Update on the Endowment Fee Structure (Metagov + kpk)

TL;DR:
Metagov Stewards completed a review of the Endowment’s fee structure, following our responsibility to oversee the DAO’s relationship with the treasury manager. After sharing our research with delegates and validating the alternatives with kpk, we aligned on moving to a AUM-only fee model. This change improves incentive alignment, reduces complexity, and better reflects ENS’s long-term, conservative investment approach.


1. Why this review happened

One of Metagov’s primary responsibilities is managing the relationship between the DAO and the Endowment’s treasury manager.

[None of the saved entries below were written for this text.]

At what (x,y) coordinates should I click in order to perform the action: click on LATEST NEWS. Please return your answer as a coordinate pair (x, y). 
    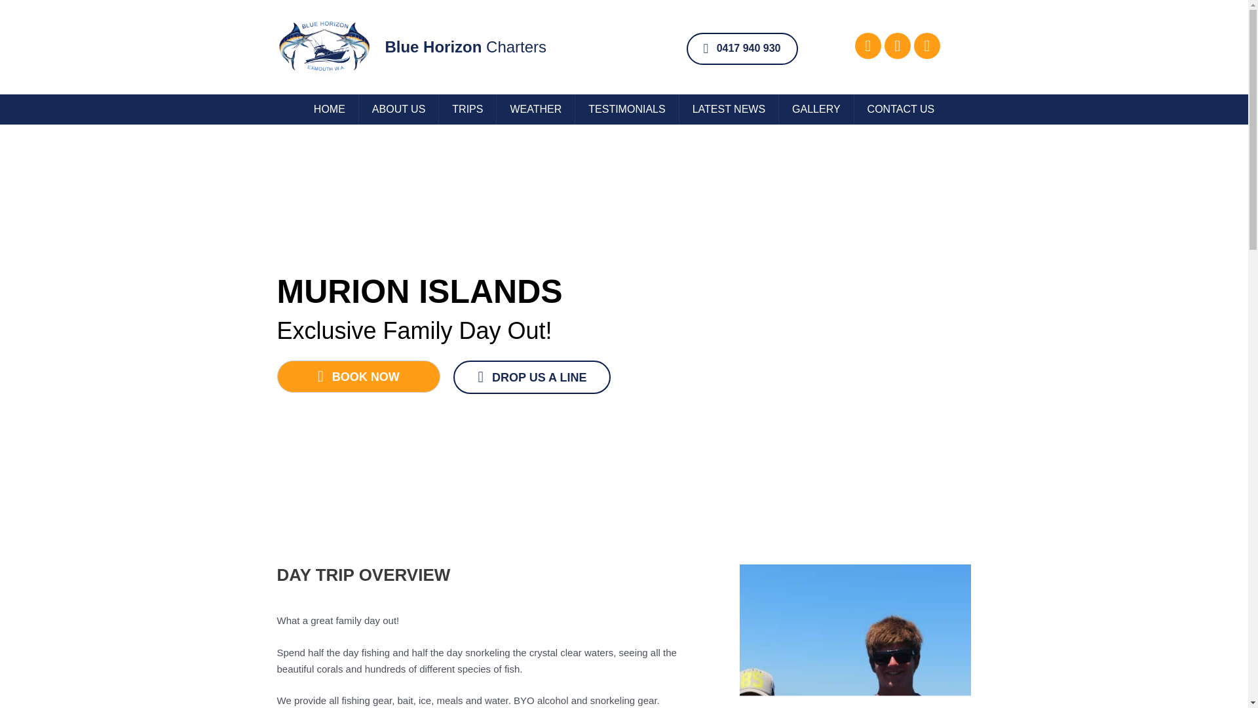
    Looking at the image, I should click on (729, 109).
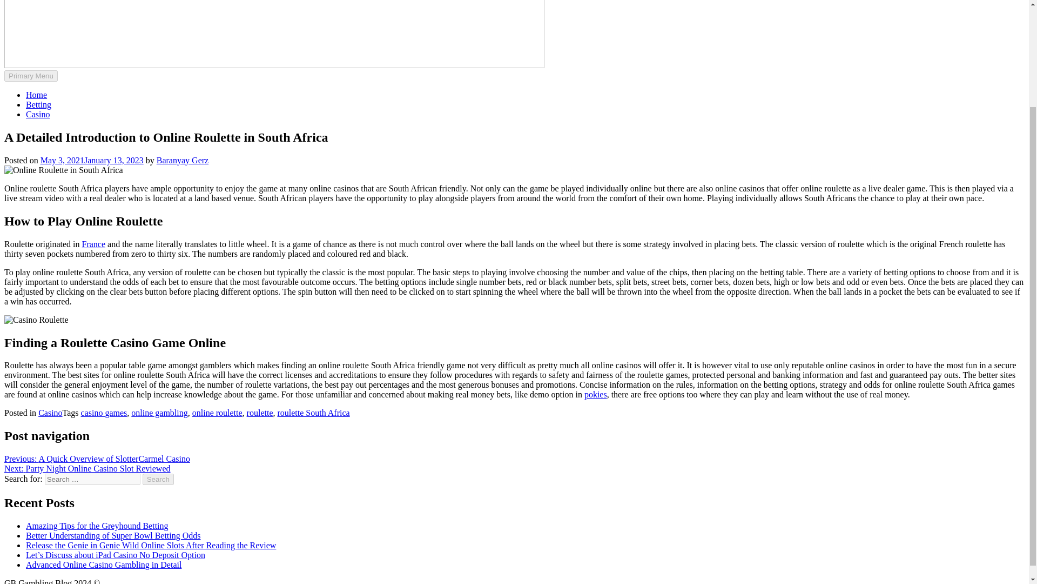 This screenshot has width=1037, height=584. I want to click on Better Understanding of Super Bowl Betting Odds, so click(113, 535).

Over time, several delegates and community discussions raised thoughtful questions about the incentive alignment of the current fee structure and whether it best served ENS’s conservative IPS.


2. How the process worked

To keep everything transparent and collaborative, we approached the review in four steps:

  1. Metagov led a full research effort
    We examined the existing structure, modeled alternative fee designs, chatted with fund managers/defi researchers, and backtested each model using historical data.

  2. We shared the research with Delegates
    Their feedback helped shape the direction: simplicity, predictability, and IPS alignment were strongly preferred.

  3. We validated the alternative structures with kpk
    kpk was fully open to discussing both models proposed in the research. They showed clear willingness to adopt whichever structure best serves ENS.

  4. Consensus emerged around the AUM-only model
    Delegates favored its simplicity and alignment, and kpk supported this direction.

3. What’s changing

We are transitioning from the current fee structure:

  • 0.5% AUM fee (capped at $100M)
  • + 10% performance fee on DeFi yield

To a Decaying AUM-only model, which:

  • keeps the base 0.5% fee at $100M
  • gradually decreases as AUM grows
  • removes the performance component entirely

This brings the structure closer to ENS’s conservative mandate and ensures the DAO isn’t paying performance fees for benchmark-level net returns.

4. Why this is an improvement

The AUM-only model provides several benefits that delegates consistently highlighted:

  • Better alignment with ENS’s IPS
    The Endowment aims for stability and preservation, not aggressive yield-seeking.

  • More predictable costs
    Makes it easier for delegates and the community to understand long-term expenses.

  • Simpler to audit and communicate
    No performance component means less reporting complexity. Simple governance oversight.

  • Lower overall costs and higher net yield than benchmark
    Simulations show ~40% lower fees over the last 12 months, aligning the necessity of a treasury manager for outperforming benchmark.

We see this as a healthy and intentional refinement, accelerating the long-term sustainability of the Endowment.


5. kpk’s role

We want to emphasize that kpk was fully open and collaborative throughout this process. They engaged with all feedback, helped evaluate both alternative structures, and were ready to implement whichever model the DAO preferred.

Their flexibility and focus on long-term alignment were important in making this improvement possible.


6. Research materials

For anyone who wants to dive deeper:

:page_facing_up: Full Research Document:
https://hackmd.io/@alextnetto/endowment-fee-research

:bar_chart: Simulation Spreadsheet:
https://docs.google.com/spreadsheets/d/1p_MEJM7xbXKaytFv6ul27nBc_5SvbnI28FlGOBS2tjw/edit

Includes performance backtests, cost comparisons, AUM curves, and the formulas behind the evaluation.


7. Next steps

The fee is already implemented for December. The relevant Endowment documentation will be updated and include the new fee structure in upcoming reporting.

Also we’ll facilitate the discussions for refining the IPS and improve APY while maintaining the risk profile.

If you have any questions or would like more insight into the decision, feel free to comment, we’re happy to walk through any part of the process.